Tuesday, September 14, 2010

Sleep w/ Thrones (September 12, Regency Ballroom, San Francisco)

Sleep is one of the bands I'd never thought I'd get to see in the flesh. It's been over 10 years since Dopesmoker broke the band up and everyone went their ways. But through some cosmic happening, Sleep reunited, and it was good.

This particular show the the first of two performances the band would place in San Francisco. Opening the evening was none other than Thrones, aka Joe Preston's one man mammoth wall of sound. I had seen Thrones at Gilman several years ago when I played my first show with the now defunct One Hundred Suns. I have seen bands play heavy music. I have felt heavy sounds rumble my very core. Those were ensembles of musicians working together to shake the earth. Band? Joe Preston don't need no stinking band! Thrones is capable of doing with one person that most bands can barely pull off as a group. Mr. Preston shook the entire room from the ground up shredding his bass while the sounds of drum machine just cut through his wall of sound.

It's not secret that Sleep loves Black Sabbath. Hell, the only shirt for sale showed a picture of Tony Iommi with the words "The Diety" written bellow. During the intermission the sound guy played what felt like samples of Sabbath's entire discography, three times, while and image of Iommi served as a back drop.

Then, it happened. They came on stage. The Marijuananaut handed them their instruments and Matt Pike played 'the riff', the opening to their hour-long epic, Dopesmoker. I cannot tell you what it felt like to not only hear that riff being played, but to actually see it being played. It was a holy experience.

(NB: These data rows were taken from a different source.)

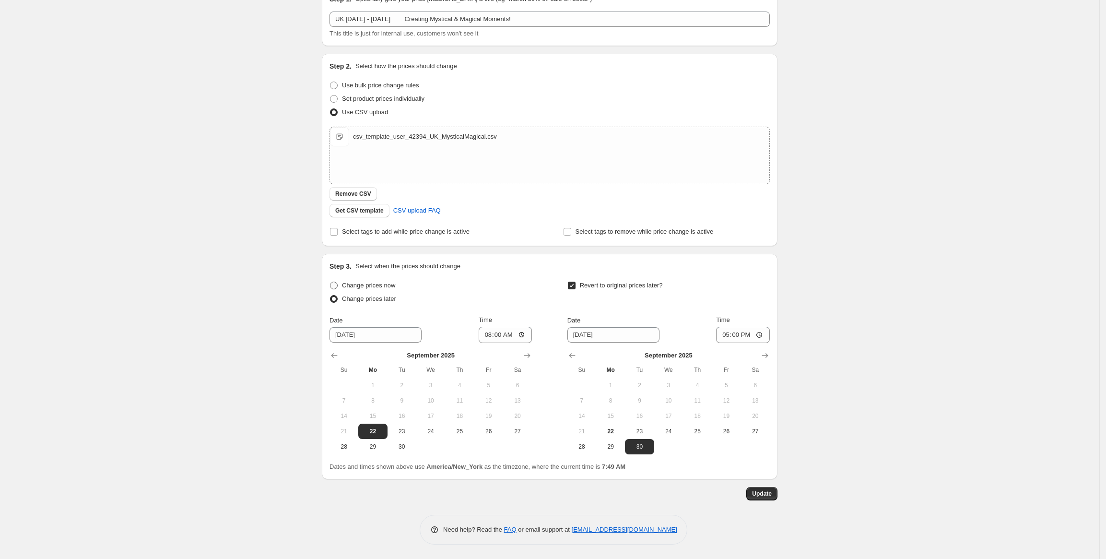  I want to click on span: 24, so click(668, 431).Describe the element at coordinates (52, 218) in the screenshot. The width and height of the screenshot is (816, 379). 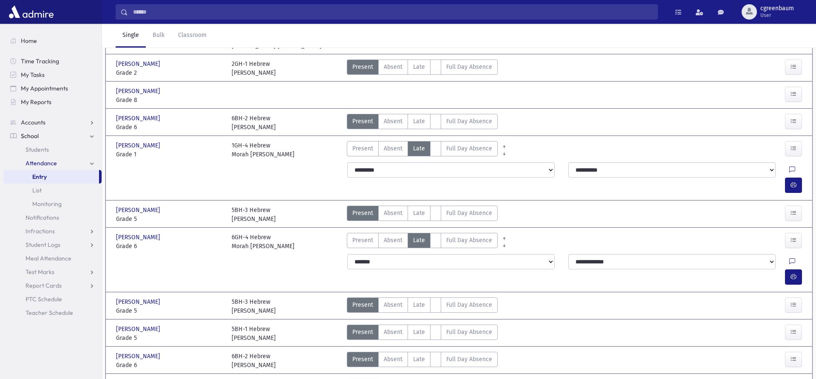
I see `a: Notifications` at that location. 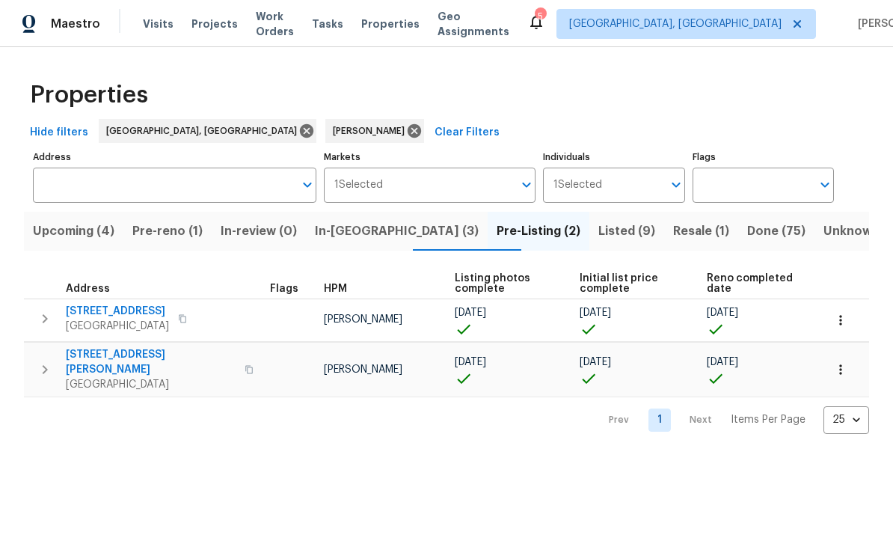 I want to click on span: Maestro, so click(x=76, y=24).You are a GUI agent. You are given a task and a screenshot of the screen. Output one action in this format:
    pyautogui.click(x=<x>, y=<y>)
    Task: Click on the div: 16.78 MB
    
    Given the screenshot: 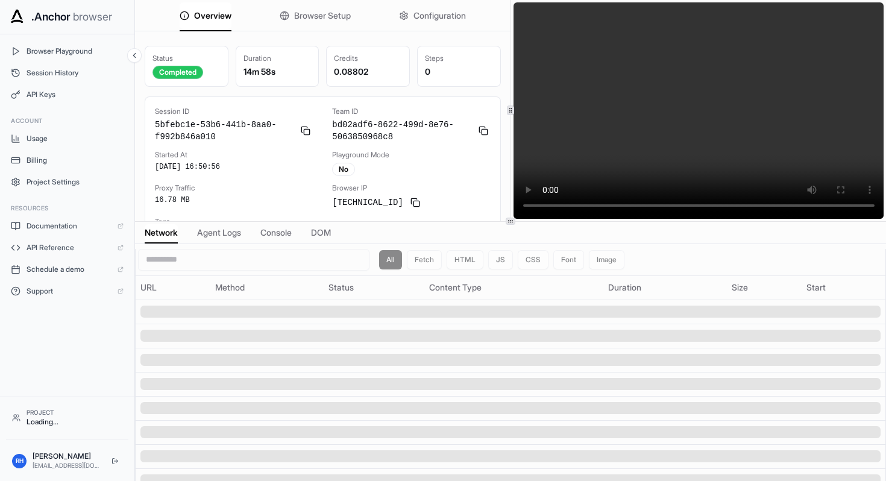 What is the action you would take?
    pyautogui.click(x=234, y=200)
     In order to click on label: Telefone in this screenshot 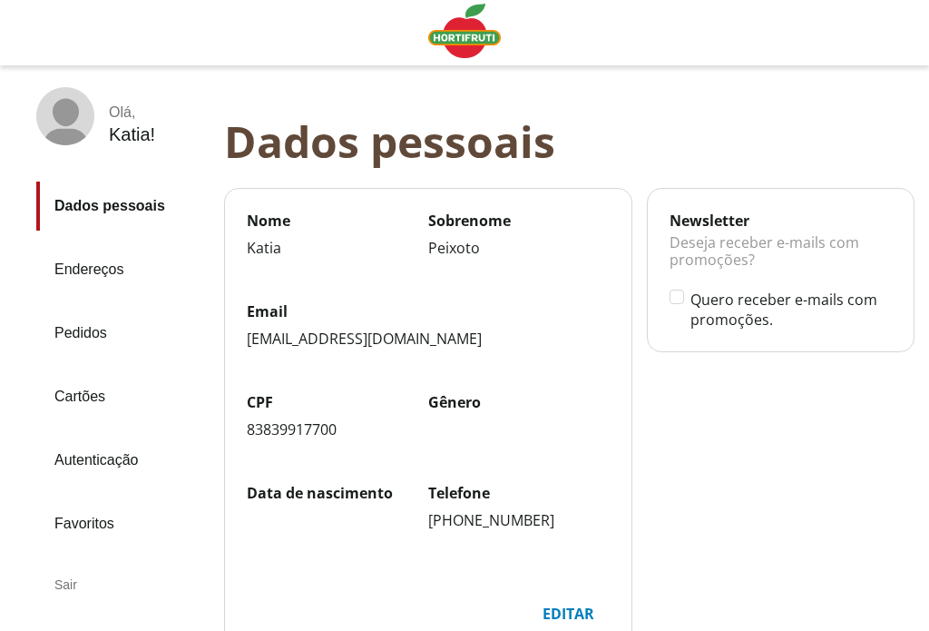, I will do `click(519, 493)`.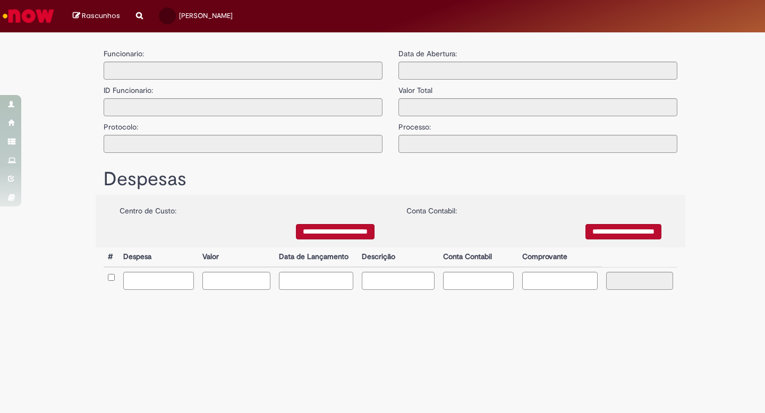  What do you see at coordinates (478, 257) in the screenshot?
I see `th: Conta Contabil` at bounding box center [478, 257].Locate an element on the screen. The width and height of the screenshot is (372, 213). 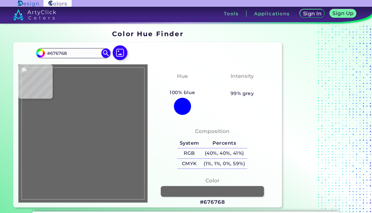
h4: Hue is located at coordinates (182, 76).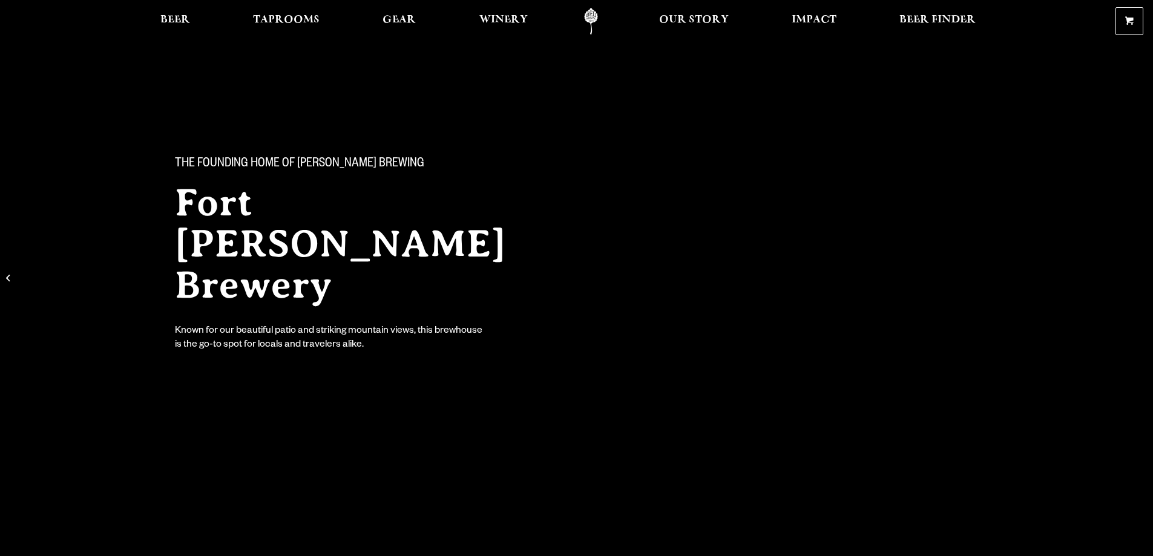  Describe the element at coordinates (399, 21) in the screenshot. I see `a: Gear` at that location.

The rest of the show was spectacularly arranged. The band weaved in and out of selections from the Holy Mountain album with very few breaks. Although Dopesmoker was not played in full, they concluded the set with a large chunk of it. I cannot tell you how amazing it felt to see Pike and Cisneros on the same stage together, and to see Al in front of a mic, sorta yelling. You go see bands whose music you know, and it makes the evening familiar and enjoyable. Seeing Sleep play some of the most important music in my life, live, in the flesh, was truly another kind of experience. It kinda makes you believe in something.